I’m playing around with some TM1 ideas and all of them require some sort of sparsity analysis. And since TM1 supports MDX (to some extent, to say it mildly) and I like MDX and used it a lot with Essbase, I thought it’d be wonderful to use MDX.
And any post is better with a cat picture in it, don’t you agree? This one is about a casual TM1 developer embrasing the ocean of MDX possibilities.
But MDX-dialect of TM1 isn’t well-documented (again, being very polite), so learning it’s intricacies is mostly trial and error and an open field for experiments. And whilst you can write MDX-driven subset definitions (wonderfully described by Phillip Bichard and Martin Findon) in Architect, there’s no actual tool where you can write “select years on rows, measures on columns from sales” and see you table (all the Cognos studios do that, but in background and with quite inefficient way of writing you own). You can go wild on the ODBO page of a TI process as well, but that’s a bit hard from error handling and results viewing.
So at the end of a day I wrote a small Java based script that allows you to write MDX queries to your TM1 server and get result back as a csv file (there’s an Excel workbook doing the same thing, but I’m a Java guy and I needed the querying code to conquer the universe anyway).
As usual, there’s source code in the package, so you can adjust it \ use it as a base for something bigger.
PS: By the way, I glimpsed into TM1 10.1 API docs and all the APIs were greatly enhanced in this version (mostly for Performance Modeler, it seems), so you finally have a per line grained access to rule files and such. It’s obvious that Performance Modeler uses Java API (it’s using Cognos Rich Client Platform, it’s inevitable), so it’s extensively used and developed and might even get documented at some point )
PSPS: It’s interesting whether there’ll be any IBM-made XML/A driver for TM1 at some stage. It seems possible to do a straw olap4j driver for TM1 even now and that’d be a funny way of opening it up a bit further.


* [What the exercise asks] With the line containing "Identify <element>wheel</element> location" as the start and the line containing "Find *man* in the UI." as the end, transcribe that span of the entries below exactly, including both.

* [Extracted entries]

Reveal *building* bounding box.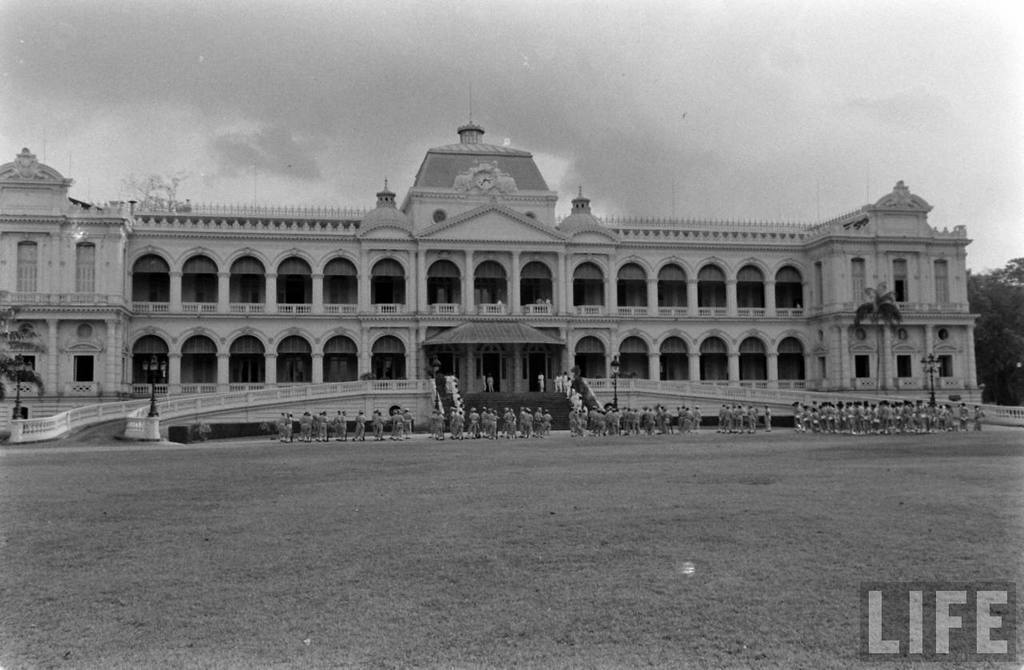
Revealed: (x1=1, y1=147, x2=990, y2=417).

---

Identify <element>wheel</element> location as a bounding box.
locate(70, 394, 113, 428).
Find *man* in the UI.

--

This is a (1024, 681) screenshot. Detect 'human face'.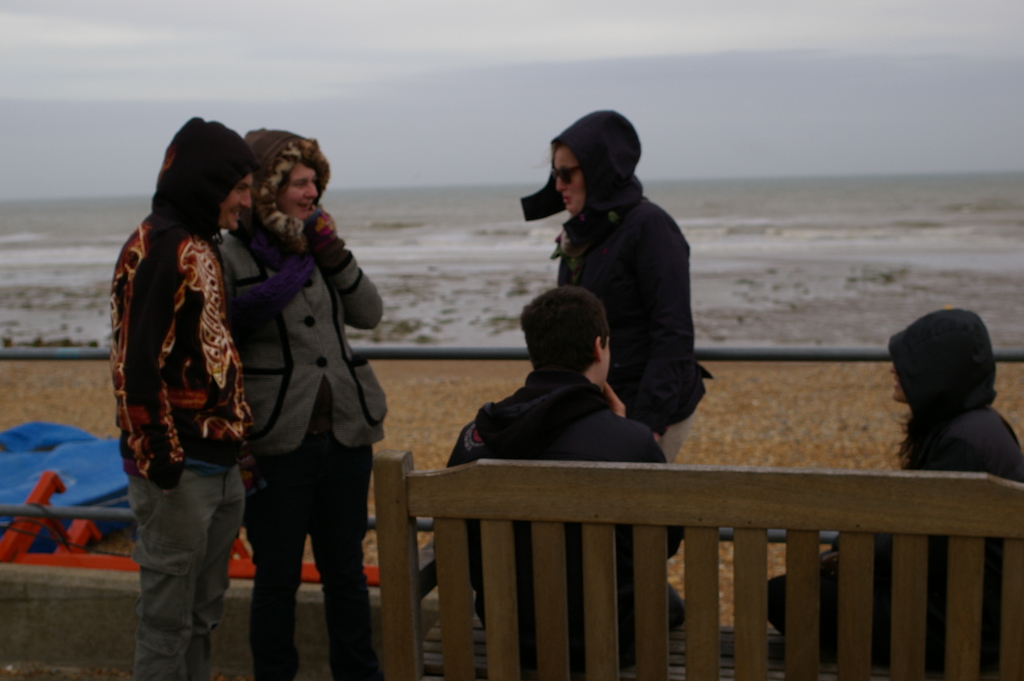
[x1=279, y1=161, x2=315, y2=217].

* [Answer to this exercise]
Identify <element>wheel</element> location as a bounding box.
locate(70, 394, 113, 428).
Find *man* in the UI.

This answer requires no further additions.